A Community Plan for the ‘Highway to Nowhere’
North of Westchester Avenue, where the Sheridan now runs on grade, the Community Plan would create 1,200 new homes with retail and community space below. Open space would enable residents of Longwood and West Farms to easily reach the Bronx River and the new and redeveloped parkland of the Bronx River Greenway.
Sheridan ramp traffic menaces pedestrians and subway riders and interrupts the Westchester Avenue commercial strip
Removing the Sheridan would allow development of a retail and community hub at the intersection of Whitlock and Westchester Avenues, linking the Number 6 train stop with the station designed by Cass Gilbert for the New York and New Haven Railroad.
For 10 years, South Bronx residents have been fighting to get the state to tear down an old expressway so that a greener and more sustainable mixed-use neighborhood can take its place. The community’s vision fits nicely with the goals of the city’s long-term sustainability plan, PlaNYC2030. But will the city embrace this precocious community-based effort?
The Highway to Nowhere
South Bronx residents have fought for a decade to cast off the shadow of Robert Moses’ Sheridan expressway — a 1.25-mile, little-used stretch of highway locally known as “the highway to nowhere.” In its place they aim to build more than 1,000 sustainable and affordable apartments, greenways, parks, resident services and progressive businesses that will offer living-wage, long-term jobs to Bronx residents in the city’s burgeoning “green industry” to Bronx residents.
One of Moses’ few projects that never reached full fruition, the Sheridan Expressway carries an average of 37,000 cars a day (to compare, on any given day, approximately five times as many cars traverse the nearby Cross Bronx Expressway). Construction on the Sheridan began in 1958, and Moses named the road for his good friend, the Bronx commissioner of public works, Arthur V. Sheridan, who died in a car accident in 1952.
Determined to provide yet another option for drivers traveling between New York City and New England, Moses originally envisioned the Sheridan to continue four miles north from the Cross Bronx Expressway through the New York Botanical Gardens and the Bronx Zoo, to the New England Thruway. In one of the first of several defeats that eventually ended Moses’ reign, advocates for the gardens and the zoo blocked his plan. This was good news for the city, but the South Bronx was left with the redundant stub of an expressway that connects the Cross Bronx to the Bruckner — a purpose already served by parallel stretches of the Major Deegan Expressway and the Bronx River Parkways.
Stunted or not, South Bronx residents say that the road does its share of damage. Not only does it cut them off from access to the Bronx River, but the Sheridan also separates Bronx Community Districts 2, 3 and 9 from one another. Home mostly to African American and Latino families with significantly lower than average household incomes, these districts also suffer from some of the highest asthma rates in the entire state.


_WHAT YOU NEED TO DO_
Search the entries below for the line containing "Detect woman and"; from there to the end, return every line exactly and add nothing.
- Opening Delimiter -
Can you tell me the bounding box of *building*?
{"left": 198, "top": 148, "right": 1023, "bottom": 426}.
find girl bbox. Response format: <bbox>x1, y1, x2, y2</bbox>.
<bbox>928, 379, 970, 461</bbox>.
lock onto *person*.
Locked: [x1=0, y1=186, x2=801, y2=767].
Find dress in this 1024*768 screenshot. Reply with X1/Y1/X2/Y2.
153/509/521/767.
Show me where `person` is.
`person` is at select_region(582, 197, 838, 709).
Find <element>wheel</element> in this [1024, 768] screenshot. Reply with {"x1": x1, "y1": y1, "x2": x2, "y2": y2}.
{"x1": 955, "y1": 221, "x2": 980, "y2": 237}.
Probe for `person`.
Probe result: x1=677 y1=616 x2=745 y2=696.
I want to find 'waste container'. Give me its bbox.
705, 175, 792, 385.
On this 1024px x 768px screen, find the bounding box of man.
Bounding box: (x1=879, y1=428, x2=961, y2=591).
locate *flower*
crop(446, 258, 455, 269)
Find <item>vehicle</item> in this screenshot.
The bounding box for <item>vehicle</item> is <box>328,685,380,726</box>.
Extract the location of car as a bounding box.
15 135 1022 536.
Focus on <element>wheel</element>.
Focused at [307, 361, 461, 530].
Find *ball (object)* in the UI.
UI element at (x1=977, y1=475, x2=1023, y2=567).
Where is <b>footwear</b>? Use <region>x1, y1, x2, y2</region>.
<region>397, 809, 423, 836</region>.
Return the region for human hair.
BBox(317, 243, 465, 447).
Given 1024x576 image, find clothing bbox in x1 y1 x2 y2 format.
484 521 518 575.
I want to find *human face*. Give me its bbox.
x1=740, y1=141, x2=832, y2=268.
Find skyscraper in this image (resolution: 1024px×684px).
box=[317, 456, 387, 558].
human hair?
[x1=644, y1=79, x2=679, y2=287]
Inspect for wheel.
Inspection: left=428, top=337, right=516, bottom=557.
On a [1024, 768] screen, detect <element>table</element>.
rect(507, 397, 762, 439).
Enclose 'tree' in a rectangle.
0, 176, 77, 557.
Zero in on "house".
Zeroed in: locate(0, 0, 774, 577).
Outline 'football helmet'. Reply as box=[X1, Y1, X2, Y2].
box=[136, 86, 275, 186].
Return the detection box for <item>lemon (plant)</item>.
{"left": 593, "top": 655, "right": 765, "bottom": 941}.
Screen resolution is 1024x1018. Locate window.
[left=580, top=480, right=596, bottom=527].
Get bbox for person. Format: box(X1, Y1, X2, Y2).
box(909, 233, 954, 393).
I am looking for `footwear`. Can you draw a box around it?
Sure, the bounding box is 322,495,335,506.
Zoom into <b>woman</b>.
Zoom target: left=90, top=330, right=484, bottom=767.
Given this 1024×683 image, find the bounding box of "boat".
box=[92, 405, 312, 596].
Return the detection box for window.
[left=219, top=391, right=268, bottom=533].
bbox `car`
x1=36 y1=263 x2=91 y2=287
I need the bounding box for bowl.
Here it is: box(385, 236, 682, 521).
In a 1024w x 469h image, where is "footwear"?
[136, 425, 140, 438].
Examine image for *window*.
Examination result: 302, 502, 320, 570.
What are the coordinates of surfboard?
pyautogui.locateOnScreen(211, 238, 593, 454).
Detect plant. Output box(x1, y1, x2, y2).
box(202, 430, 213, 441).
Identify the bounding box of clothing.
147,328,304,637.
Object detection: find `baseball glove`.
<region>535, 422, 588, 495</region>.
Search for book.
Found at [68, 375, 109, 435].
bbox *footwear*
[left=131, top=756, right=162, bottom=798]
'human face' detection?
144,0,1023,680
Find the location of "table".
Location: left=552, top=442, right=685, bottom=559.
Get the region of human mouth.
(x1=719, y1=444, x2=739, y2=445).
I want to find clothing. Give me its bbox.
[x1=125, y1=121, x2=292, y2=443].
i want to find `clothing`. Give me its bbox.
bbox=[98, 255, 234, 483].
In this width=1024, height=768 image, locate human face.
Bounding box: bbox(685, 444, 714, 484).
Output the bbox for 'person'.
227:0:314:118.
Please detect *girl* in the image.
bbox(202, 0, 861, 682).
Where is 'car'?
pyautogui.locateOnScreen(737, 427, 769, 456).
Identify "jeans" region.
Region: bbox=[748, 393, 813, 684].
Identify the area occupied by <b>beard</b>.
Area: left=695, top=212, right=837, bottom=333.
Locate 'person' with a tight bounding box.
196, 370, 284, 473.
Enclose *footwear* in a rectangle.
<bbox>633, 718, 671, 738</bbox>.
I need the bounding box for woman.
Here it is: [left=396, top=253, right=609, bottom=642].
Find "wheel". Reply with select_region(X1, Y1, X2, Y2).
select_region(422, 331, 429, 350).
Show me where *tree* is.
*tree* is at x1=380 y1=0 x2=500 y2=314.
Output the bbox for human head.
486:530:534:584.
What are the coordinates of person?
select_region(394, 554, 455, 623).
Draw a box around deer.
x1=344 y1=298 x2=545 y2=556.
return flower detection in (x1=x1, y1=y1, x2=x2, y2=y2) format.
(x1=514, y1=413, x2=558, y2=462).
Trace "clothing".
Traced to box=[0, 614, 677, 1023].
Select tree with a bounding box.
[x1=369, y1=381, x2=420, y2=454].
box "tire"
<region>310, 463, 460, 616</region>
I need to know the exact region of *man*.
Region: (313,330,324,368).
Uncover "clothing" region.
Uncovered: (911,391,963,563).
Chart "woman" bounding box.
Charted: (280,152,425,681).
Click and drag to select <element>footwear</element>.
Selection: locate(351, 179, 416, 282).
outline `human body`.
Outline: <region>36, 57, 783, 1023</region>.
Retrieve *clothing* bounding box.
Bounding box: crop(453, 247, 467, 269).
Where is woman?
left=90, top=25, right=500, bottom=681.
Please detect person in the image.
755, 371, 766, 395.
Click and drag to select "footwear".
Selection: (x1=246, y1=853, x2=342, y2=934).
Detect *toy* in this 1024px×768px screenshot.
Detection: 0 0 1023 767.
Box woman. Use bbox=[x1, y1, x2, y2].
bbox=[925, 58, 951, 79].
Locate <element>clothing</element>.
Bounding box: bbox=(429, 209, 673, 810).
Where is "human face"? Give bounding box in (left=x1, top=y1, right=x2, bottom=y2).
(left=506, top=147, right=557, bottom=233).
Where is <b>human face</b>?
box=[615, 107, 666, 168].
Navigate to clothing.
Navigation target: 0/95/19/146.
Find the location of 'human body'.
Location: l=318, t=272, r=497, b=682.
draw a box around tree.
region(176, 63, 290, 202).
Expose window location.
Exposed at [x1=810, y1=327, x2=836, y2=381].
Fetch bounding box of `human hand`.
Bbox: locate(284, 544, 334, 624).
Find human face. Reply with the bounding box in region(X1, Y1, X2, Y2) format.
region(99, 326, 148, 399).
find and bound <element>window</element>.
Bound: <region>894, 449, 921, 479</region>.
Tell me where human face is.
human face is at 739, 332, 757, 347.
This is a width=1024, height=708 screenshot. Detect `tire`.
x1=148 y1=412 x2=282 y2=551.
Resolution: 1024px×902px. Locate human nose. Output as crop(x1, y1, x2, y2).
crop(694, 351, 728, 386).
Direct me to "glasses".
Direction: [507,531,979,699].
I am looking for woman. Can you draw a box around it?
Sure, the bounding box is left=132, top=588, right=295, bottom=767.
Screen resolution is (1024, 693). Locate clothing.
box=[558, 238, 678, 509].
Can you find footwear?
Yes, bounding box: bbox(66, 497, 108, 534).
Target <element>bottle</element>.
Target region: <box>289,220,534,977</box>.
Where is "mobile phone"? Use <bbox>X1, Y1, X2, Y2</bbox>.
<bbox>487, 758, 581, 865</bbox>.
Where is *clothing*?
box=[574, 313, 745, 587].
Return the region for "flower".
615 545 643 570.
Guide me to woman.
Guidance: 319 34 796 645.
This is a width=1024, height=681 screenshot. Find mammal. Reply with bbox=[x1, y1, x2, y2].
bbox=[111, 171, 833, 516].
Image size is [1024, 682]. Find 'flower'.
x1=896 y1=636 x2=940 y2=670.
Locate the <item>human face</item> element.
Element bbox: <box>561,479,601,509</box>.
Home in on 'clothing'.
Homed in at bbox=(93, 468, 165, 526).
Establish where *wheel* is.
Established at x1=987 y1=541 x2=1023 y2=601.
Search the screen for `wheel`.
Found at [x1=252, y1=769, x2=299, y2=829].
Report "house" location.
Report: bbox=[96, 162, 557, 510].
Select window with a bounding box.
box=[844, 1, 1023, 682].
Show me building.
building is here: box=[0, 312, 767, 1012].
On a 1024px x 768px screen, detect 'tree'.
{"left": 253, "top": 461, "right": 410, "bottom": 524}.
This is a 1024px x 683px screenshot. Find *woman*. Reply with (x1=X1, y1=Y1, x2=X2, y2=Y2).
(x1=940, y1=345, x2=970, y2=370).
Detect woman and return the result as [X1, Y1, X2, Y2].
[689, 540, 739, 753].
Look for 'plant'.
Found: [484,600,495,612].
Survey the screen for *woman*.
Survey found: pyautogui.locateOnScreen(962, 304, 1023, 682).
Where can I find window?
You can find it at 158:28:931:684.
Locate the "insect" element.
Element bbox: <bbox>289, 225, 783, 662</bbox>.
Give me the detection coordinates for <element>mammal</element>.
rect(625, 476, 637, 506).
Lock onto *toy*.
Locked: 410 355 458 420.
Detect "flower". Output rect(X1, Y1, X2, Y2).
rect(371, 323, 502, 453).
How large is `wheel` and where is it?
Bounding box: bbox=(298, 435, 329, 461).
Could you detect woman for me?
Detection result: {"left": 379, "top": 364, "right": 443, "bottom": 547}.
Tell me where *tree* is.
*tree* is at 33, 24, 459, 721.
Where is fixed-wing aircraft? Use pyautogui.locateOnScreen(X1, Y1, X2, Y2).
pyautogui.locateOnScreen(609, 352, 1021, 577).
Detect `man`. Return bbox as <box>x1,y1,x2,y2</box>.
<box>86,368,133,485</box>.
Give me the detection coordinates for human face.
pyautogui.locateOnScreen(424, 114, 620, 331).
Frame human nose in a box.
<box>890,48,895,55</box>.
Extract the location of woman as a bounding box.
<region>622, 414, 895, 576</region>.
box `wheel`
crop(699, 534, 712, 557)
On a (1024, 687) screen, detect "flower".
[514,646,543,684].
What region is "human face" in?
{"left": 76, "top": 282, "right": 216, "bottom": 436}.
- Closing Delimiter -
_EXERCISE RESPONSE_
Detect woman and return the result as [X1, Y1, X2, Y2].
[689, 540, 739, 753].
Look for 'plant'.
Found: [484,600,495,612].
Survey the screen for *woman*.
Survey found: pyautogui.locateOnScreen(962, 304, 1023, 682).
Where can I find window?
You can find it at 158:28:931:684.
Locate the "insect" element.
Element bbox: <bbox>289, 225, 783, 662</bbox>.
Give me the detection coordinates for <element>mammal</element>.
rect(625, 476, 637, 506).
Lock onto *toy*.
Locked: 410 355 458 420.
Detect "flower". Output rect(X1, Y1, X2, Y2).
rect(371, 323, 502, 453).
How large is `wheel` and where is it?
Bounding box: bbox=(298, 435, 329, 461).
Could you detect woman for me?
Detection result: {"left": 379, "top": 364, "right": 443, "bottom": 547}.
Tell me where *tree* is.
*tree* is at 33, 24, 459, 721.
Where is fixed-wing aircraft? Use pyautogui.locateOnScreen(X1, Y1, X2, Y2).
pyautogui.locateOnScreen(609, 352, 1021, 577).
Detect `man`. Return bbox as <box>x1,y1,x2,y2</box>.
<box>86,368,133,485</box>.
Give me the detection coordinates for human face.
pyautogui.locateOnScreen(424, 114, 620, 331).
Frame human nose in a box.
<box>890,48,895,55</box>.
Extract the location of woman as a bounding box.
<region>622, 414, 895, 576</region>.
box `wheel`
crop(699, 534, 712, 557)
On a (1024, 687) screen, detect "flower".
[514,646,543,684].
What region is "human face" in?
{"left": 76, "top": 282, "right": 216, "bottom": 436}.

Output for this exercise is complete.